Spring 2017

Course home Outline and Lecture Notes Assignments


Final Project

Presentations/demos on Monday, May 15 and Tuesday, May 16
Writeups due Tuesday, May 16, 5:00 PM

Overview

The final project is a chance for students to build a system incorporating one or more idea that has been learned in class. Projects should be done in teams of two or three. (4 people per team is OK, but be sure to have a good plan for division of labor.)

The focus of the project can be anything of the students' choosing, as long as it somehow involves computer graphics. Many students will create games, but it really can be anything.

Of course, you are welcome to use code infrastructure provided in previous assignments and to get ideas or other code infrastructure from the web or elsewhere.
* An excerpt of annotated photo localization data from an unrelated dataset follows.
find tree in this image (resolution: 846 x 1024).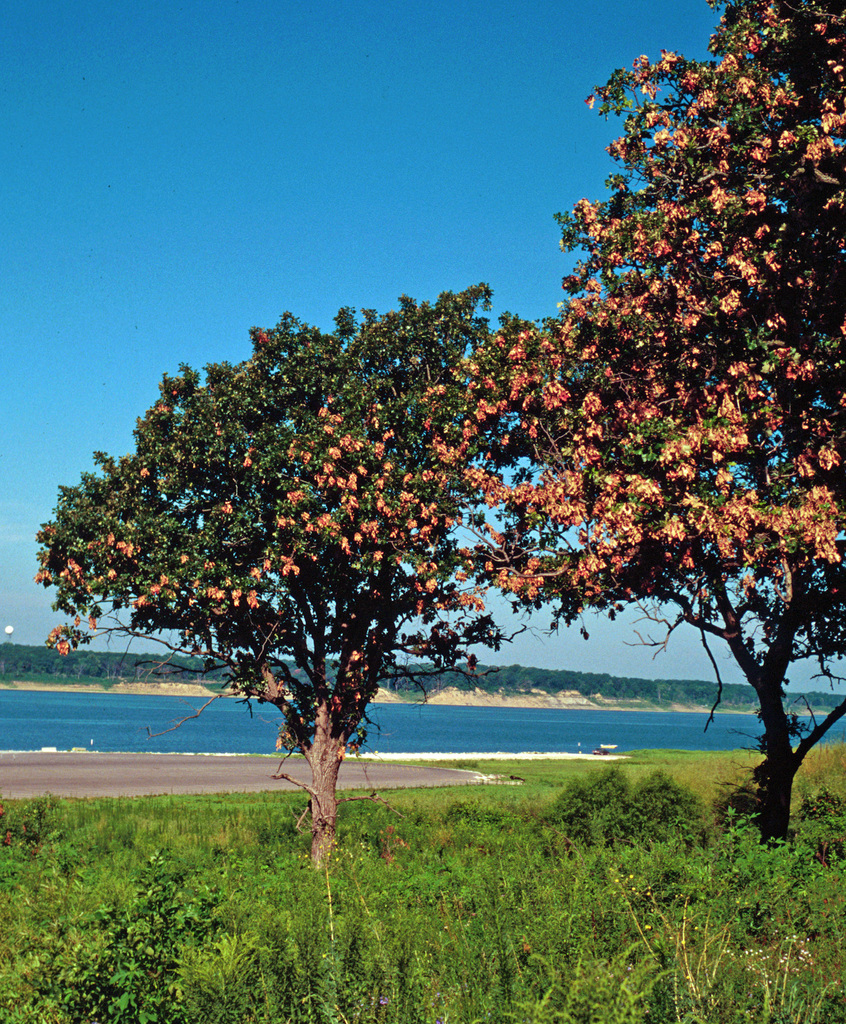
[28, 285, 533, 860].
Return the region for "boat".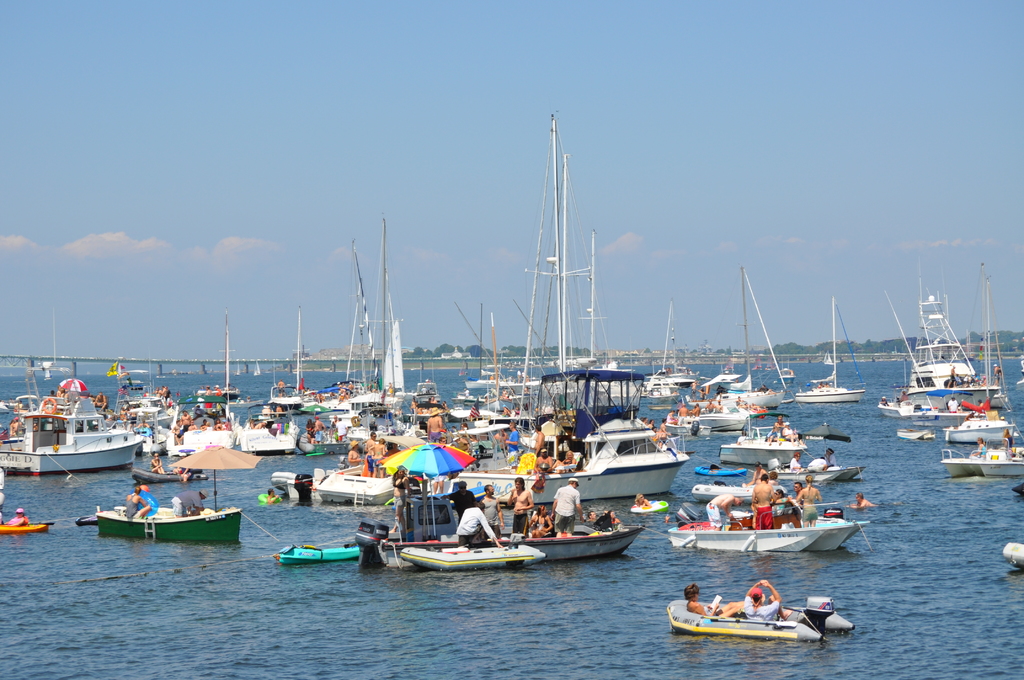
276/534/372/563.
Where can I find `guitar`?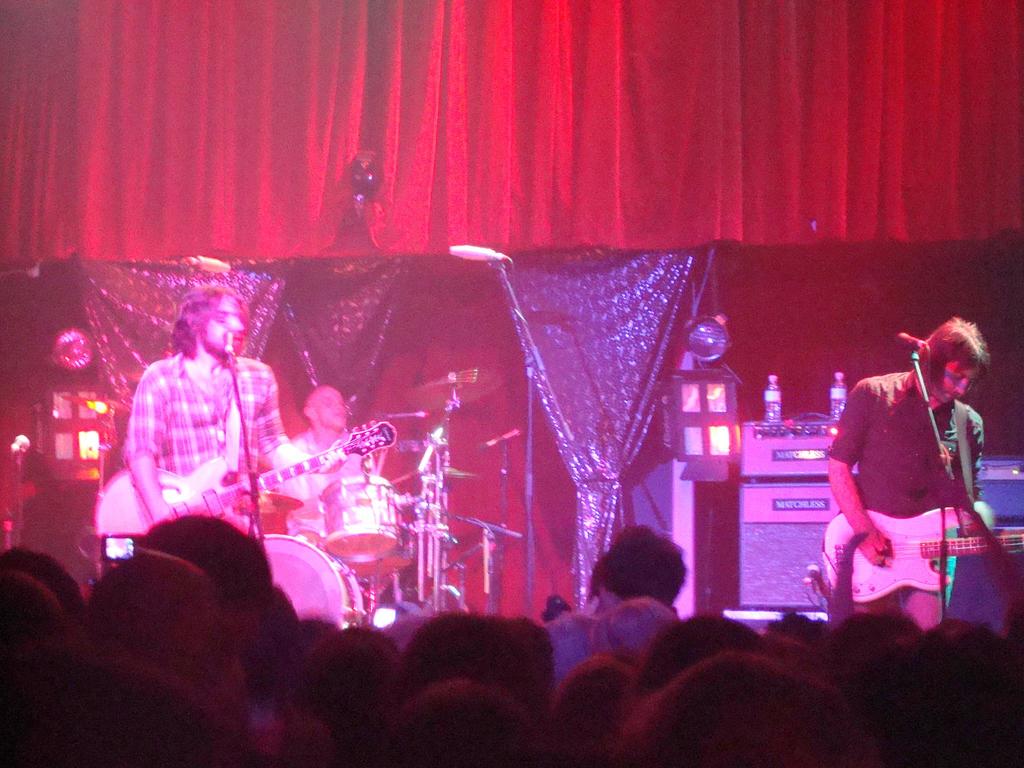
You can find it at {"left": 817, "top": 506, "right": 1023, "bottom": 601}.
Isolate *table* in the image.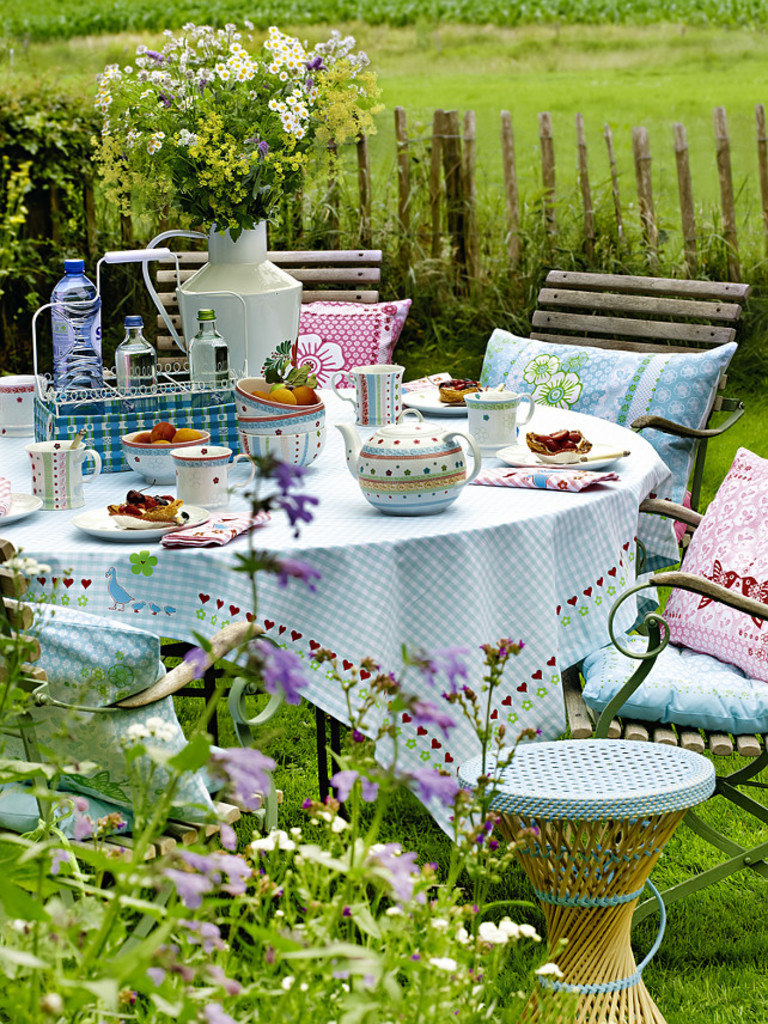
Isolated region: 23,378,699,744.
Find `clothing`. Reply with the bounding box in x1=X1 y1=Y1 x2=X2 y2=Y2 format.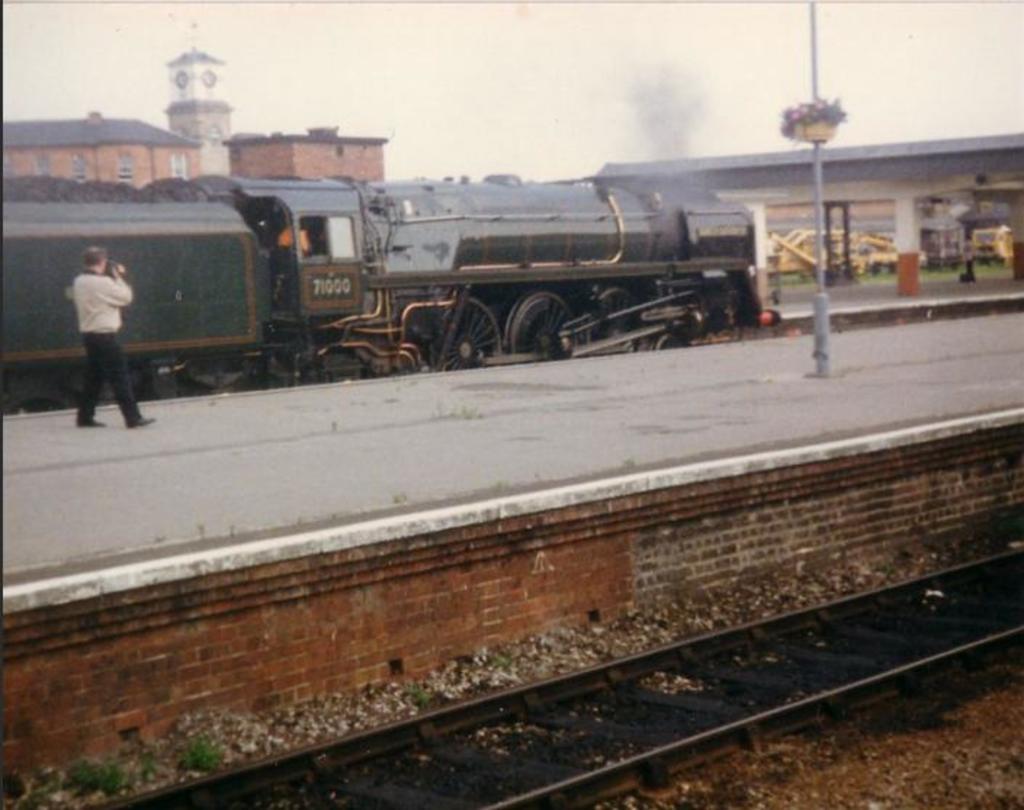
x1=71 y1=271 x2=147 y2=431.
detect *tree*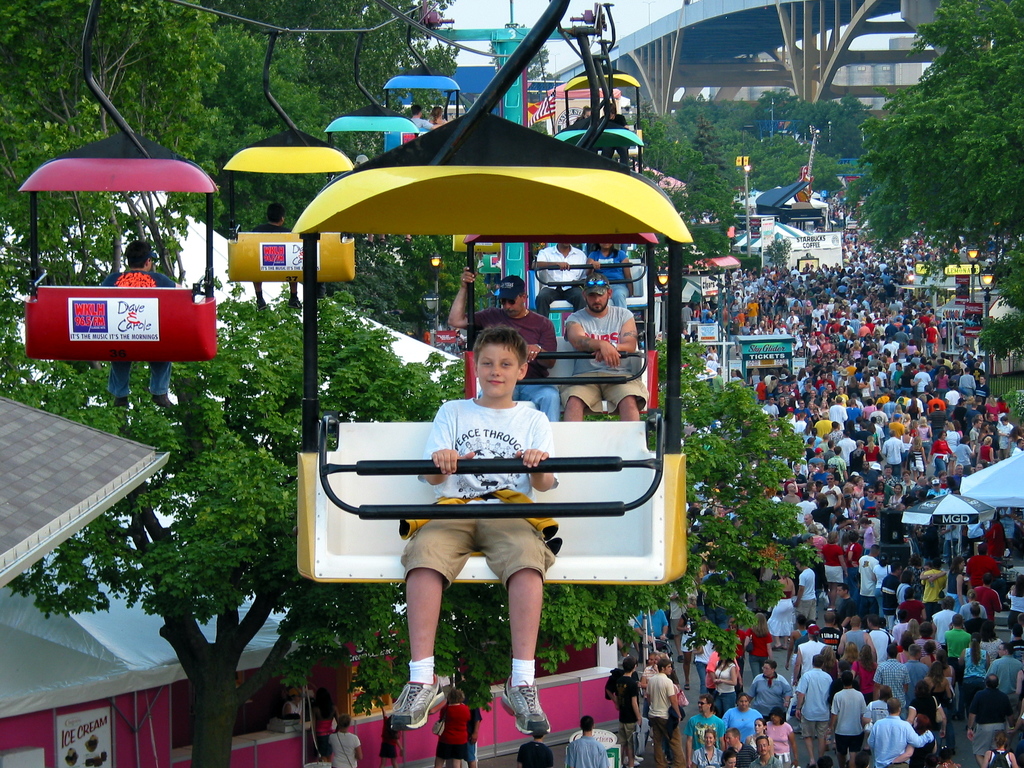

However, you should be very clear about which parts you did and what other parts came from elsewhere.



Presentations - May 15 and 16, 3-5 PM (sign up here)

This should be fun! Each team will give a short presentation describing their final project. Your goal should be to demonstrate and describe for the class in a few minutes what you have done and why it is interesting. In addition to showing a demo (if possible) you should describe the guts of your project, possibly using slides or other props. You should aim for a 5-10 minute presentation, with smaller groups tending towards the shorter end of the range.


Writeups - due Tue May 16, 5:00pm

Each team should submit a short written report for the final project. The length should be about 3-5 single-spaced pages, and longer is not necessarily better. It should contain descriptions of the goals and execution of your project. You should briefly mention related work. You should write descriptions of the approach you chose, the implementation hurdles you've encountered, the features you've implemented, and results you've generated.

The Dropbox link to submit your assignment is here.

You may either upload a PDF of your writeup or a zip file containing a web page (e.g. index.html with support files – images etc).

Following is a brief outline you might follow. However, this is just a guideline to help you think about what to say, and these specific items may not match your topic.